Russian missiles struck near Lviv’s airport in the far west of Ukraine Friday, extending the war to a region left relatively unscathed, as China came under US pressure to restrain its Kremlin allies.
Ambulance and police vehicles raced to the scene of the early-morning strike on an aircraft repair plant near the border of NATO member Poland — which said it has seen more than two million refugees cross over from Ukraine.
Motorists were turned away at checkpoints and a thick pall of smoke billowed over the airport, an AFP reporter saw. Lviv mayor Andriy Sadovyi said the maintenance plant had been destroyed.
Located 70 kilometres (45 miles) from the border, Lviv had until now largely escaped military strikes from Russian forces, and earlier in the war had become a staging post for foreign diplomats fleeing Kyiv.
“There have been air raid alarms here every morning, but now the strikes are actually landing,” Valentin Vovchenko, 82, told AFP.
“We fled Kyiv because of the attacks but now they’ve started to hit here,” he said.
As President Vladimir Putin’s three-week-old ground offensive has stalled under fierce Ukrainian resistance, Moscow has increasingly turned to indiscriminate air and long-range strikes.
In the besieged southern city of Mariupol, rescue workers have been searching desperately for any survivors buried beneath the rubble of a bombed-out theatre, amid fears that hundreds may be trapped.
Russia said Friday its troops and their separatist allies were fighting in the centre of the strategic port city.
Before dawn broke, air raid alarms had rung in cities across Ukraine.
Authorities in Kyiv said one person was killed early Friday when a downed Russian rocket struck a residential building in the capital’s northern suburbs. They said a school and playground were also hit.
Russians lack ‘basic essentials’
In the hard-pressed eastern city of Kharkiv, Russian strikes demolished the six-storey building of a higher-education institution, killing one person and leaving another trapped in the wreckage, officials said.
In an update on the devastating invasion, Britain’s defence ministry said Russia was struggling to resupply its forward troops “with even basic essentials such as food and fuel”.
“Incessant Ukrainian counterattacks are forcing Russia to divert large number of troops to defend their own supply lines. This is severely limiting Russia’s offensive potential,” it said.
President Volodymyr Zelensky said Ukraine’s resistance had killed thousands of invading troops, as he addressed Russian mothers in his latest video message.
“We didn’t want this war. We only want peace,” he said. “And we want you to love your children more than you fear your authorities.”
In a call later Friday, US President Joe Biden will warn his counterpart Xi Jinping that China will face “costs” for “any actions it takes to support Russia’s aggression”, Secretary of State Antony Blinken said.
After accusing Putin of being a “war criminal”, Biden hopes China will use “whatever leverage they have to compel Moscow to end this war”, the top US diplomat said.
“Intentionally targeting civilians is a war crime,” Blinken added in the wake of the Mariupol theatre attack.
More than 24 hours after the once-gleaming whitewashed Drama Theatre was hollowed out by a Russian strike, the number of dead, injured or trapped remained unclear.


What you have to do — Give the data back exactly as it stands.

Figure content listings —
···

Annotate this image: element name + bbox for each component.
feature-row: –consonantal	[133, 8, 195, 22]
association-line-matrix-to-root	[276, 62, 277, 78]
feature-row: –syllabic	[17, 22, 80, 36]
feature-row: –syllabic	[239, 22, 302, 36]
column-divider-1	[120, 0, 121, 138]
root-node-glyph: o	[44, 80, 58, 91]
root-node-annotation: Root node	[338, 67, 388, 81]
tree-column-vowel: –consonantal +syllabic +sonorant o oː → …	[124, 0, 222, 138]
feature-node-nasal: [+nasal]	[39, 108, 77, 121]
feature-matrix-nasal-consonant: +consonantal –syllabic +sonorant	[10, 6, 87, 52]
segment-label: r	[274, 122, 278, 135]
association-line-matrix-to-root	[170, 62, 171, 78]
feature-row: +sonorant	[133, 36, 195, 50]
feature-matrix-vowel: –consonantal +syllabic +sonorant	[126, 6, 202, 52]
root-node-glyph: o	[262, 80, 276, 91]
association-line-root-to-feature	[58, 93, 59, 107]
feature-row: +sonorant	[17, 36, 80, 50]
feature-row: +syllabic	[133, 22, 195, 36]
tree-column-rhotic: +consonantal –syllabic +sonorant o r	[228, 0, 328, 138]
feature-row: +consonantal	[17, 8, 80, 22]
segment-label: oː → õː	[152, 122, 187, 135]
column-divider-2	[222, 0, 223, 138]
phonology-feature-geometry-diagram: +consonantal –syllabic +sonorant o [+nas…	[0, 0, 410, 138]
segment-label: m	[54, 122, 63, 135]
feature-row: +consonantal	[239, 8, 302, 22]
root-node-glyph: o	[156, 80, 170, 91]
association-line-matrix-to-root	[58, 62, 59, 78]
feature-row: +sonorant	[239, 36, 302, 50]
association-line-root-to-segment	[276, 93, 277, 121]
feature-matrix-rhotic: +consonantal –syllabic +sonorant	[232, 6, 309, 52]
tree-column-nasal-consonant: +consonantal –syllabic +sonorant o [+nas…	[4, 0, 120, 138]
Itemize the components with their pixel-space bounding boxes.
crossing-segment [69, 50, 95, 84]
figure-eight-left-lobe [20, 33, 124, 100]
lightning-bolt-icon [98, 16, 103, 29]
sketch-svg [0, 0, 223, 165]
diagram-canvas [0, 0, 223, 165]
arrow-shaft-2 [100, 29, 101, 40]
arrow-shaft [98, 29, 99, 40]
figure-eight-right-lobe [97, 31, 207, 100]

···

Response —
Annotate this image: element name + bbox for each component.
feature-row: –consonantal	[133, 8, 195, 22]
association-line-matrix-to-root	[276, 62, 277, 78]
feature-row: –syllabic	[17, 22, 80, 36]
feature-row: –syllabic	[239, 22, 302, 36]
column-divider-1	[120, 0, 121, 138]
root-node-glyph: o	[44, 80, 58, 91]
root-node-annotation: Root node	[338, 67, 388, 81]
tree-column-vowel: –consonantal +syllabic +sonorant o oː → …	[124, 0, 222, 138]
feature-node-nasal: [+nasal]	[39, 108, 77, 121]
feature-matrix-nasal-consonant: +consonantal –syllabic +sonorant	[10, 6, 87, 52]
segment-label: r	[274, 122, 278, 135]
association-line-matrix-to-root	[170, 62, 171, 78]
feature-row: +sonorant	[133, 36, 195, 50]
feature-matrix-vowel: –consonantal +syllabic +sonorant	[126, 6, 202, 52]
root-node-glyph: o	[262, 80, 276, 91]
association-line-root-to-feature	[58, 93, 59, 107]
feature-row: +sonorant	[17, 36, 80, 50]
feature-row: +syllabic	[133, 22, 195, 36]
tree-column-rhotic: +consonantal –syllabic +sonorant o r	[228, 0, 328, 138]
feature-row: +consonantal	[17, 8, 80, 22]
segment-label: oː → õː	[152, 122, 187, 135]
column-divider-2	[222, 0, 223, 138]
phonology-feature-geometry-diagram: +consonantal –syllabic +sonorant o [+nas…	[0, 0, 410, 138]
segment-label: m	[54, 122, 63, 135]
feature-row: +consonantal	[239, 8, 302, 22]
root-node-glyph: o	[156, 80, 170, 91]
association-line-matrix-to-root	[58, 62, 59, 78]
feature-row: +sonorant	[239, 36, 302, 50]
association-line-root-to-segment	[276, 93, 277, 121]
feature-matrix-rhotic: +consonantal –syllabic +sonorant	[232, 6, 309, 52]
tree-column-nasal-consonant: +consonantal –syllabic +sonorant o [+nas…	[4, 0, 120, 138]
Itemize the components with their pixel-space bounding boxes.
crossing-segment [69, 50, 95, 84]
figure-eight-left-lobe [20, 33, 124, 100]
lightning-bolt-icon [98, 16, 103, 29]
sketch-svg [0, 0, 223, 165]
diagram-canvas [0, 0, 223, 165]
arrow-shaft-2 [100, 29, 101, 40]
arrow-shaft [98, 29, 99, 40]
figure-eight-right-lobe [97, 31, 207, 100]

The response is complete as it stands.